Breaking the Cycle: Persistence Born of Trauma, Neglect, and Abuse
Meet Sarah Morris, who is changing the futures for those who endured the out-of-home care system.
Sarah’s childhood was marked by abuse, trauma, and neglect. She describes her father as a “man split in two”: one side kind and loving, the other an egotistical alcoholic prone to manipulation and violence, shaped by his own intergenerational trauma. “He sabotaged our family…broke us down one by one,” Sarah recalls. “It was sometimes physical, but more often it was violence of the mind.”
Her mother, a housewife, well-liked in the community, appeared happy and carefree on the outside. However, she was disabled from cerebral palsy and suffered from severe depression. Sarah says her mother could be a “cruel and cold-hearted woman who took out her frustrations on me.” Her mother’s public humiliation made it difficult for Sarah to build meaningful friendships.
When Sarah was 11, her parents split.
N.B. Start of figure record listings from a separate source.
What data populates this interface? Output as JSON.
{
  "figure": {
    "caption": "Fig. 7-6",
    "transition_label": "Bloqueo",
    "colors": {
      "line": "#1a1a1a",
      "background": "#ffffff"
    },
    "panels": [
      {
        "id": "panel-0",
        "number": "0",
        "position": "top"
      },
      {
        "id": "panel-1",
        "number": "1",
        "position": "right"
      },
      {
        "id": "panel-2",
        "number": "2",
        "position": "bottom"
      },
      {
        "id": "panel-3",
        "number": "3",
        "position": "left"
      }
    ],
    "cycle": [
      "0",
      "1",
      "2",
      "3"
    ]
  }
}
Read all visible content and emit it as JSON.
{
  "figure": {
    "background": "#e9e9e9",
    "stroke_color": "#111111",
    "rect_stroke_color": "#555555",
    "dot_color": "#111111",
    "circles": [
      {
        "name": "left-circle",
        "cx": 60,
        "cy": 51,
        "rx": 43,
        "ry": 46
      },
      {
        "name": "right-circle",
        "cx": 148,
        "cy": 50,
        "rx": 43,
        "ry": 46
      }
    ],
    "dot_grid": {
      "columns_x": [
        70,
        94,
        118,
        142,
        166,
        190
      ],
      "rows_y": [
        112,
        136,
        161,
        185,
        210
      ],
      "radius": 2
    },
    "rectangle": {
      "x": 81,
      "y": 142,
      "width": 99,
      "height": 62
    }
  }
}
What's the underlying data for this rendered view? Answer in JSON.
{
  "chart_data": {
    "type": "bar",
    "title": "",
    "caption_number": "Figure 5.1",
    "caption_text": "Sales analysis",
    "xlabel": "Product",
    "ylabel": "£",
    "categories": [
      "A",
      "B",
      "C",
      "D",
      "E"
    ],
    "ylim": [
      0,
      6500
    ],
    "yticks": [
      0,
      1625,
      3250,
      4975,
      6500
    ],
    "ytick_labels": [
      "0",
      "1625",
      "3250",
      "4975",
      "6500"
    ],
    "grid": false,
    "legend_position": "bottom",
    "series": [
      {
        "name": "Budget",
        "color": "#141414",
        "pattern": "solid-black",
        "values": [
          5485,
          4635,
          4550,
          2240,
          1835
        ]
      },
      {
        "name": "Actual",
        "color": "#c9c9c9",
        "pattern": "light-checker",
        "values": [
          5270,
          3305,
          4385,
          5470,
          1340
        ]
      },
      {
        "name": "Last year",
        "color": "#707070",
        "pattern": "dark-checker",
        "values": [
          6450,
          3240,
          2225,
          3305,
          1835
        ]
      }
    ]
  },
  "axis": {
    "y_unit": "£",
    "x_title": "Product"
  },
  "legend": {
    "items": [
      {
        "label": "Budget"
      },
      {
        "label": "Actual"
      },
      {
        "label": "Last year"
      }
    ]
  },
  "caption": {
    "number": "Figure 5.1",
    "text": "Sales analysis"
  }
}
She later discovered her mother had attempted suicide. Left alone with her father, Sarah says, “Between the domestic and emotional abuse and neglect…that was when the real trauma began.”
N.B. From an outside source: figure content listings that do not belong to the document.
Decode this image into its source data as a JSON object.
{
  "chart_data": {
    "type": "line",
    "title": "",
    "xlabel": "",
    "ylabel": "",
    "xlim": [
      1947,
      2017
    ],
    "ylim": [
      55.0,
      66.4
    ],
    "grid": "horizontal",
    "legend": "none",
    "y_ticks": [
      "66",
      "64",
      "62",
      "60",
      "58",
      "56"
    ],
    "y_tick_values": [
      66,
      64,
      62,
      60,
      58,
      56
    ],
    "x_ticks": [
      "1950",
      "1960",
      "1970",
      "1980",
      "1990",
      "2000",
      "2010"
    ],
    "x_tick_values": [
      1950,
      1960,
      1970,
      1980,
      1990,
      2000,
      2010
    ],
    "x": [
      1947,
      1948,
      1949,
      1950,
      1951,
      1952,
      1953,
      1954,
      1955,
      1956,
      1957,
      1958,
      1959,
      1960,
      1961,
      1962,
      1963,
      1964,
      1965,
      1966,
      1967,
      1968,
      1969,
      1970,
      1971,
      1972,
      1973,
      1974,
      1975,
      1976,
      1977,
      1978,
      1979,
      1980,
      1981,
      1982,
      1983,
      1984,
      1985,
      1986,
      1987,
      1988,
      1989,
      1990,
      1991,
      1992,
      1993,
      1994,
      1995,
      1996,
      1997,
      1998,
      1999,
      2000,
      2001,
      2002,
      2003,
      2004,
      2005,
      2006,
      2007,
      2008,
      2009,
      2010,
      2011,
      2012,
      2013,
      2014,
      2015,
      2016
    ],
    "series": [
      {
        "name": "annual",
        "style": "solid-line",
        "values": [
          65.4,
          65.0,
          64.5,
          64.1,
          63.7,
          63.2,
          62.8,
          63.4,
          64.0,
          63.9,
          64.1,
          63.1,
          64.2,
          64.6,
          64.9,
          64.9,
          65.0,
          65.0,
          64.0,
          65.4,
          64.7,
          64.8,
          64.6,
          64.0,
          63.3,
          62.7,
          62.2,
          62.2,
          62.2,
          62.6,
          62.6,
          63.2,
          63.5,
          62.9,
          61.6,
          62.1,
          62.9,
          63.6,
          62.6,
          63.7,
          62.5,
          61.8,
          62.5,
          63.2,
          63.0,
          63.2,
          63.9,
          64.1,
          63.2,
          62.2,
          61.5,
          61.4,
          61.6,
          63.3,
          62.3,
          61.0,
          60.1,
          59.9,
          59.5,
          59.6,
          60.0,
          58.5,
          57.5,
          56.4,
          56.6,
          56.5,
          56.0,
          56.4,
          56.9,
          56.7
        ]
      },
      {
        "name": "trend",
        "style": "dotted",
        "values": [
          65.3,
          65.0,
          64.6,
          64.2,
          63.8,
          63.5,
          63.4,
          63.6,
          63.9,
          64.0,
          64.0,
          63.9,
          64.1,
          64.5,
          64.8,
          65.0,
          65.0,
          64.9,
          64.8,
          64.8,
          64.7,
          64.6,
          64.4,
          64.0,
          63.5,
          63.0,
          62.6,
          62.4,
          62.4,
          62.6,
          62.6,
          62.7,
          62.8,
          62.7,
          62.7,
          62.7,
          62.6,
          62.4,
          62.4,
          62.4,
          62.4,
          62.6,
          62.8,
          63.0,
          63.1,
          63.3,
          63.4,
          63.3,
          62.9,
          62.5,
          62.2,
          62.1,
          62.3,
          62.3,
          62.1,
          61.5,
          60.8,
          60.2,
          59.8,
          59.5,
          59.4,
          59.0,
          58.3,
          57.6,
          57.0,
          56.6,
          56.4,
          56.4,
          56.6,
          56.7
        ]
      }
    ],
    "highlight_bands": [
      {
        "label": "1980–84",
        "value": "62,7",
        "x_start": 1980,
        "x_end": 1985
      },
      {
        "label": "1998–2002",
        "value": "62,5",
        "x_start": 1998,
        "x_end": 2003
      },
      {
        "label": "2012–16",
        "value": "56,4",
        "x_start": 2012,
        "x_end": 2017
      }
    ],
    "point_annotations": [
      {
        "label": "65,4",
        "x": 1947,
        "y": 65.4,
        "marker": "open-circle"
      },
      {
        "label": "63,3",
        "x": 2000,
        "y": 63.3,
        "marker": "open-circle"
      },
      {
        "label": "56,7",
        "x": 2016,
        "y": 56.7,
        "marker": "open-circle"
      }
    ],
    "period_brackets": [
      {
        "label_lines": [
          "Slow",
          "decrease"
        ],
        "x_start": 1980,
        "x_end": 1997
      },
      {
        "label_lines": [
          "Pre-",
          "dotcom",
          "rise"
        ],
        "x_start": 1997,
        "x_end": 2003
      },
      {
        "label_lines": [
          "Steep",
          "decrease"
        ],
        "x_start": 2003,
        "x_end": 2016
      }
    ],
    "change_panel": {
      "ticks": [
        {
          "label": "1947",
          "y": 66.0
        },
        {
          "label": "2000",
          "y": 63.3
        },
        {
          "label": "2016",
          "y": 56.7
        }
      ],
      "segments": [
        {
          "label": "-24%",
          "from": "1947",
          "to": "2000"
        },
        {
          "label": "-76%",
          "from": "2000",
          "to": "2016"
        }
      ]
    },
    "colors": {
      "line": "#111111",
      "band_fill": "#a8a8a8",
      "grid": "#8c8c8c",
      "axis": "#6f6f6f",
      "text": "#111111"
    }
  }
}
At 13, Sarah oscillated between parents. Her mother could no longer handle her, so she went to live with her uncle, recently released from prison. Sarah had always seen him as her protector, but after witnessing a drug-induced, violent psychotic episode, she fled in the middle of the night.
Eventually, child protection tried to return Sarah to her father. Panic set in, and she considered suicide. After a brutal experience with the police, she was placed her in a residential facility. At 13, bruised and battered from the forced removal, she was left at a residential care unit in the middle of the night, her belongings in garbage bags—feeling like society’s discarded trash. Later that year, she moved into a family group home where she finally felt nurtured and loved, but this was short-lived.
At 16, child protection decided her good behaviour warranted a move to a ‘transition’ home to prepare for her exit from care. Sarah recalls, “Just as I was starting to heal, I was coerced into a situation no traumatized young girl should be in.”
Sarah describes herself as “unique, tenacious, and passionate,” and she also comes across as an optimist. Reflecting on her teenage years in residential care, she speaks warmly of some care workers “who believed in my potential and encouraged me to excel.”
Sarah moved in with her boyfriend the day before her 18th birthday and began a challenging journey, “starting on the back foot as I had been pulled from mainstream schooling, having been deemed ‘unfit.’ I worked tirelessly for my achievements without the safety net that other young adults generally have.” She has completed nearly 30 courses and training programs, ranging from crisis support programs to human research ethics. Her work has been published in multiple publications, and she holds numerous board and advisory positions with organizations including RMIT and Bridge It. She has obtained two diplomas, a Bachelor of Human Services, and a Master of Social Work. Her career began in residential care and transitioned to crisis support, welfare, and clinical social work, leading to academic roles such as tutor and lecturer at RMIT and research assistant at Monash University. Currently, she is a Research Fellow at Monash University and says she is “fortunate to have some amazing mentors; it is a real honour to work alongside them.” Sarah is proud to have “challenged the status quo and infiltrated academia.”
“I have endured stigmatizing labels my whole life, particularly as my appearance does not follow typical conventions. I do not care to fit in; I would rather stand out,” Sarah says.
Sarah lost her mother to suicide in 2012 and her father from terminal cancer in 2024. Orphaned, she lives in Melbourne with her 13-year-old daughter and loves going to gigs — “the more extreme the metal, the better.” Sarah uses humour when describing her late diagnosis of neurodivergence, saying she “puts the HD in ADHD.” She describes herself as an introverted extrovert and hopes to inspire others by using her story to “challenge the status quo, raising the bar so that the bare minimum (surviving) is no longer the standard for children and young people with a care experience.”